The web is my unconscious but it’s also a wish – a fantasy of what my own creativity might look like if I weren’t constantly impeding its flow.
Yeah, I read Judy Blume. My mother didn’t like that, but I read it anyhow.
Who embalms the Undertaker when he dies?
People really want to think that these things really happened. I don’t know why that is important, but I know that when I finish reading a novel or something, I want to know how much of that really happened to this author.
I grew to resent the way my father treated his furniture like children, and his children like furniture.
Autobiographical comics, I love them. I love them.
I just met someone who read Gone With the Wind 62 times for exactly that same reason. She couldn’t bear that it wasn’t real. She wanted to live in it.
I still found literary criticism to be a suspect activity.
It was a vicious cycle, though. The more gratification we found in our own geniuses, the more isolated we grew.
At first I was glad for the help. My freshmen English class, “Mythology and Archetypal Experience,” confounded me. I didn’t understand why we couldn’t just read books without forcing contorted interpretations on then.
And partly, the worst thing you could do in my family was need something from someone. So physical strength represented an avenue of self-sufficiency to me.
Well, I’m always working on my comic strip and trying to, you know, keep cranking that out.
Watching everyone root through their psyche, it just delights me. Especially R. Crumb’s stuff.

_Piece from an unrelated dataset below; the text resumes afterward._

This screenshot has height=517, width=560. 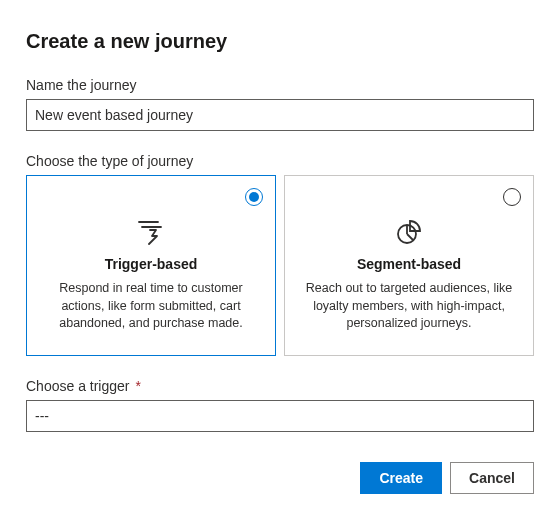 What do you see at coordinates (138, 386) in the screenshot?
I see `required-asterisk: *` at bounding box center [138, 386].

The satiric ethos of Mad was a much bigger childhood influence.
Even drawing gray hair at all is difficult to render in black and white.
I’m pretty illiterate when it comes to comics history.
For some reason writing and drawing are very separate processes for me.
I just have this sort of entrepreneurial spirit and I work really hard at promoting myself.
I love Jules Feiffer. I didn’t discover him until I was a little older.
It was not a triumphal return. Home, as I had known it, was gone.